The case against REITs

  1. You do not own a property. You own units in a fund that owns properties. If you want to walk a tenant through your apartment, see your asset, eventually pass it to your children, REITs do not give you that.
  2. Lower net yield, by design. The REIT manager takes a fee (typically 1 to 2% of fund value annually) and the portfolio carries its own operating costs. Net distribution yield to investors is structurally lower than the gross yield on the underlying assets. A 7 to 9% REIT distribution maps to roughly 9 to 11% gross yield on the underlying student accommodation.
  3. Liquidity sounds better than it is. Acorn ASA and ILAM Fahari trade lightly on the NSE. Buying KES 200,000 of units at the quoted price is easy. Selling KES 5m of units in a single day without moving the price is much harder. Liquidity is real for small positions and modest for institutional sizes.
  4. No leverage option. You cannot mortgage REIT units. You cannot scale a property portfolio through a REIT the way you can through owned apartments.
  5. Concentration in narrow segments. Acorn is exclusively student accommodation. ILAM Fahari is mostly older commercial. There is no listed REIT today that gives you broad Nairobi residential apartment exposure.

When a REIT is the right answer

  • You want Kenyan property exposure but the operating load of direct ownership is genuinely off the table for you.
  • Your investable amount is below USD 50,000 and the minimum scale for direct property does not work.
  • You want to test Kenyan property allocation before committing to a direct purchase.
  • You want exposure to a sector (purpose-built student accommodation, commercial office) that you would not access directly as a single buyer.

When direct ownership is the right answer

  • Your target investment is USD 100,000 or more, the scale at which direct property starts to work economically.
  • You want USD-denominated income via remittance, rather than KES distributions held in a Kenyan brokerage account.
  • You want long-run capital appreciation on land plus building, which REIT units do not capture as directly.
  • You want the option to use the property yourself, gift it to family, or pass it on as a legacy asset.
  • You want leverage to scale.

The hybrid approach we see most often

Many of our clients run a barbell. Direct ownership of one or two Nairobi apartments at USD 180,000 to 220,000 each for the durable yield, capital appreciation and legacy asset. A modest REIT allocation (KES 500,000 to KES 5m) for liquidity and sector diversification (typically Acorn ASA for the student accommodation exposure). The combination captures the upside of both vehicles and smooths the operational profile.

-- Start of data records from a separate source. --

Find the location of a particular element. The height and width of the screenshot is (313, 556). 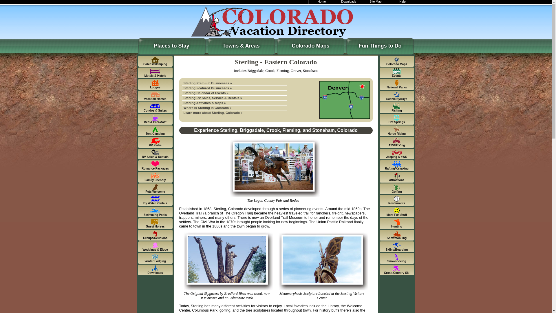

Sterling Eastern, Colorado - The Colorado Vacation Directory is located at coordinates (234, 108).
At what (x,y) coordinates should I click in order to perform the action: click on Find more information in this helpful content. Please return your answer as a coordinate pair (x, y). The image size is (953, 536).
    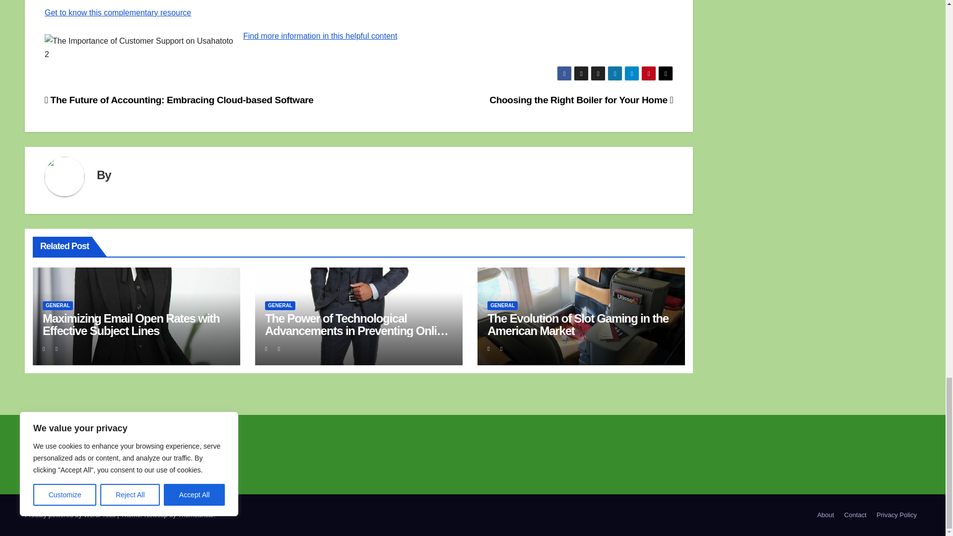
    Looking at the image, I should click on (320, 36).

REITs are the right answer for some Kenyan property exposure questions and the wrong answer for others. Get clear on which question you are asking before you let the simplicity argument decide.

How Goldstay handles it

Goldstay does not sell REIT units, take referral fees from REIT managers or earn anything if you choose a REIT over direct property. We mention REITs in advisory conversations where they fit a client’s profile, and we say so when they do not. For direct property, our property sourcing service runs the full purchase, and our management service runs the operations.

Read our broader Kenya emerging market thesis for the wider context, or the neighbourhood yield analysis for direct property comparable returns.

Filed under
Goldstay Research, Market Research Desk
Goldstay Research
Market Research Desk

Goldstay Research covers macro property data, neighbourhood pricing, rental yields and policy across the Kenyan and Ghanaian markets. The desk publishes the firm's view on market trends, oversupply, currency and the longer term direction of property values.